If a person found documents assessing one’s property (for use as collateral), committing to support one’s step-daughter, for chalitzah (dissolving the bond of levirate marriage) or for a minor girl refusing an arranged marriage, appointing arbitrators or detailing any court action – in all of these cases, one should return them to the party named therein (because there is no potential negative repercussion to doing so). If one found documents of any kind in a briefcase, or rolled or tied together, he should return them. A batch of documents is defined as three that are fastened to one another. Rabban Shimon ben Gamliel says that if three documents refer to the same borrower and different lenders, they should be returned to the borrower; if they refer to the same lender and different borrowers, they should be returned to the lender. If a person found a document among his own papers and he doesn’t know what it is or how he acquired it, it should be retained indefinitely for Elijah to eventually resolve. If there are documents canceling debts among them, he must honor them.

Baba Metzia 2:1

Some lost objects may be kept by the finder and others must be announced.
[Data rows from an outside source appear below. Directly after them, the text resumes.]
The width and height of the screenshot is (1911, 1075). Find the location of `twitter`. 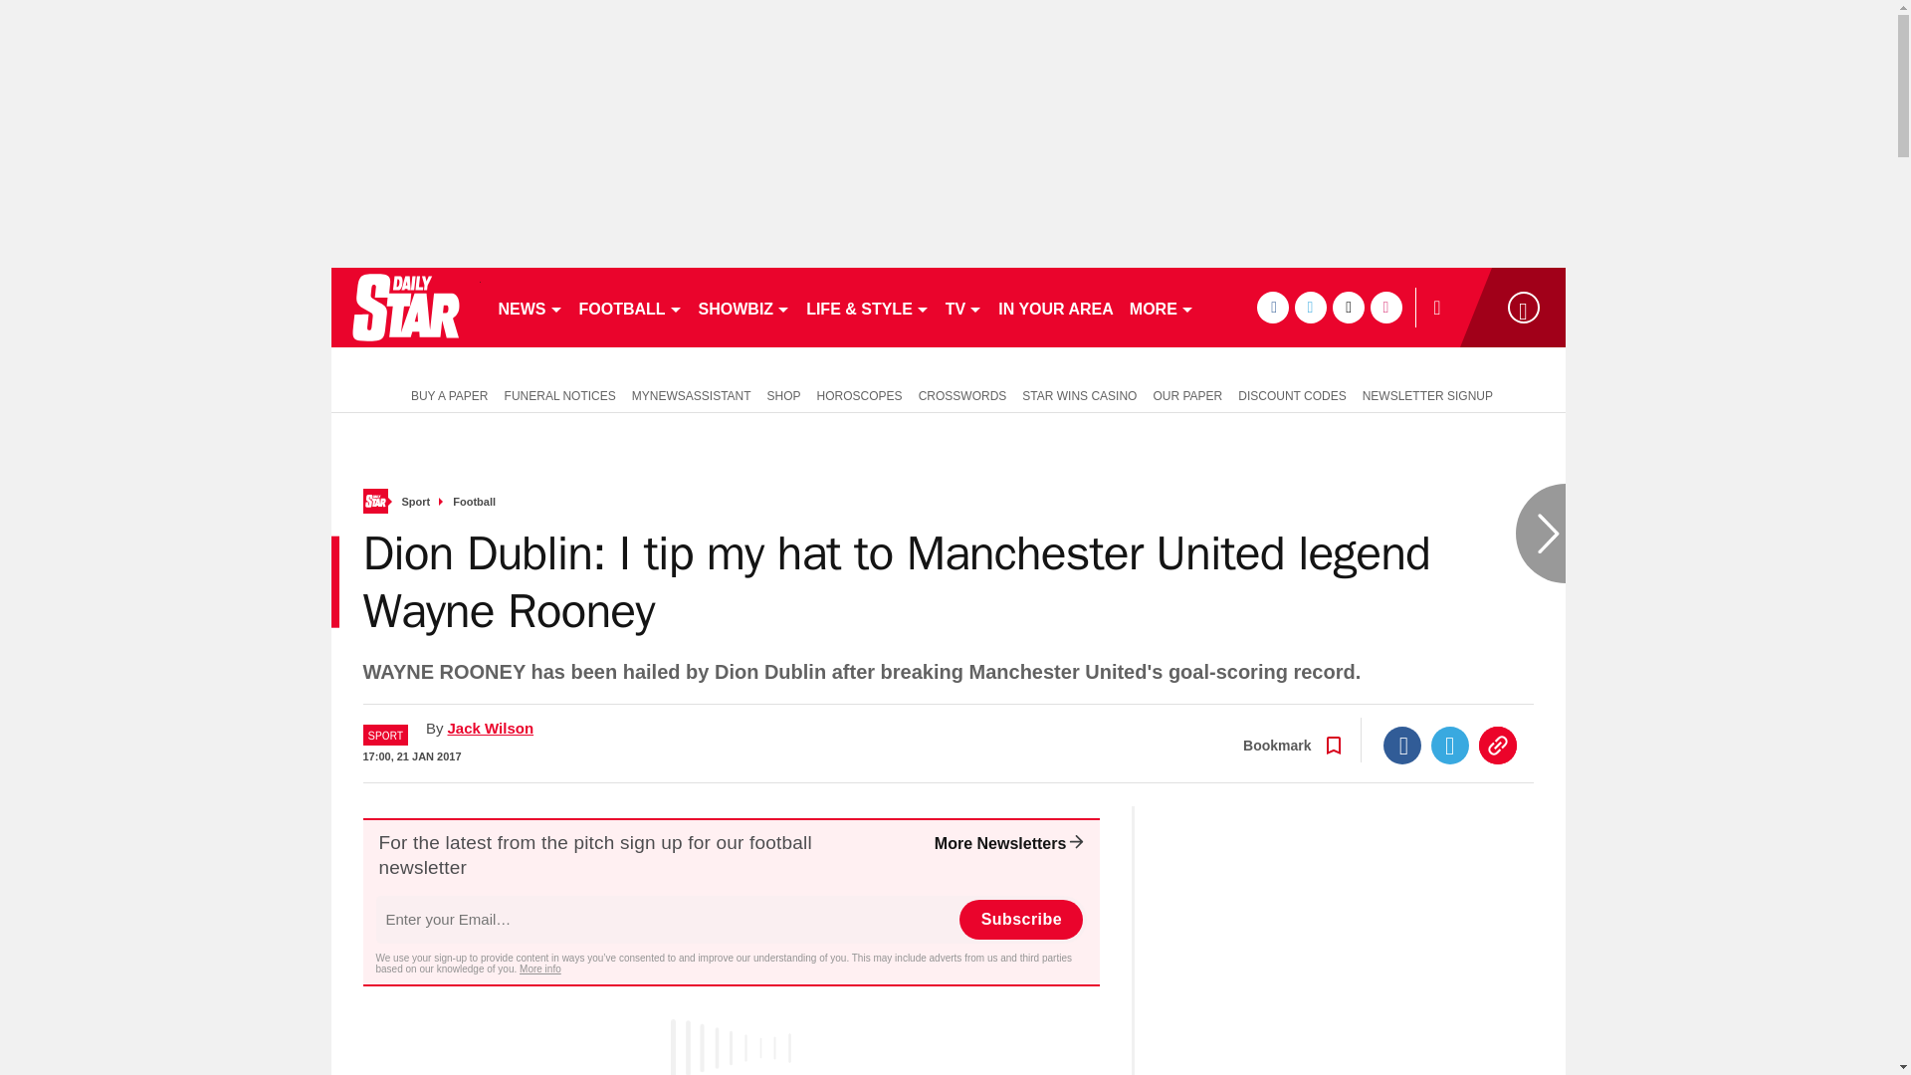

twitter is located at coordinates (1310, 307).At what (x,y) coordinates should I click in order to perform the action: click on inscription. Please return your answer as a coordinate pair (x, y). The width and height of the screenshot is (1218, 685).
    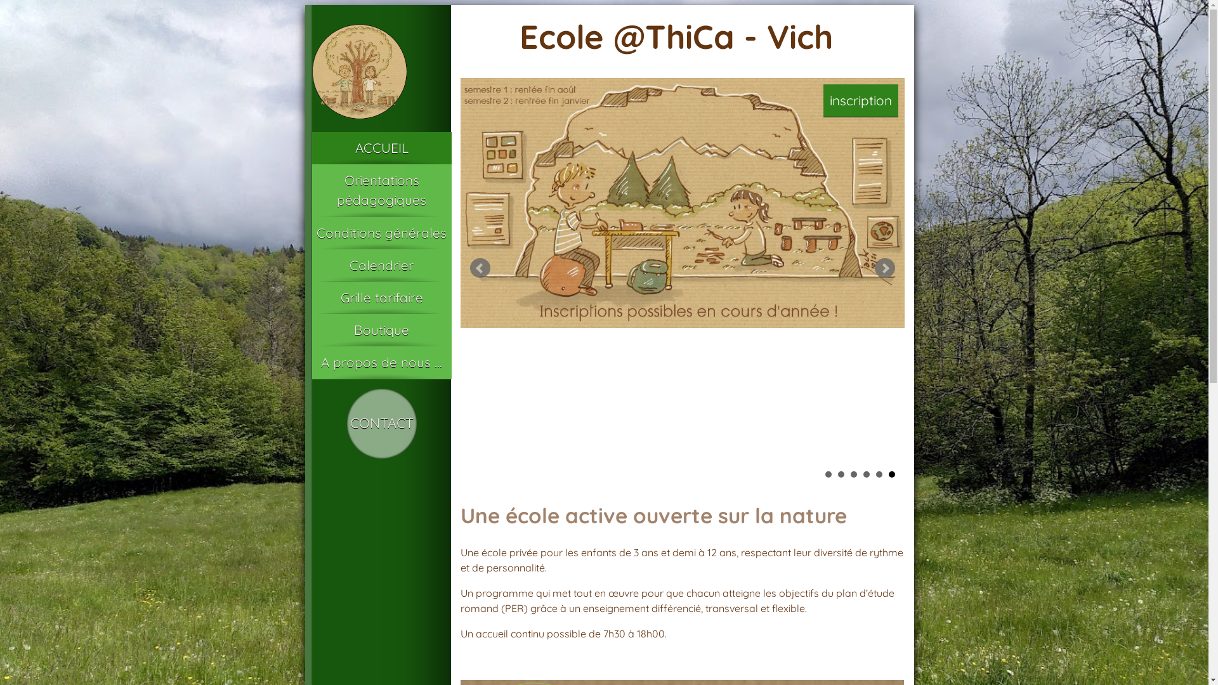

Things that one may keep include scattered fruit or coins, sheaves of grain in the public domain, cakes of figs, loaves from a baker, strings of fish, pieces of meat, wool as it is freshly-sheared from the sheep, bunches of flax and strips of purple wool; this is Rabbi Meir’s opinion. Rabbi Yehuda says that anything with an identifiable characteristic must be announced. For example, if a person found a cake of figs with a piece of pottery in it or a loaf of bread with some coins baked in, he must announce it. Rabbi Shimon ben Elazar says that brand-new (i.e., unused) utensils need not be announced (because their owners will not yet be able to identify them).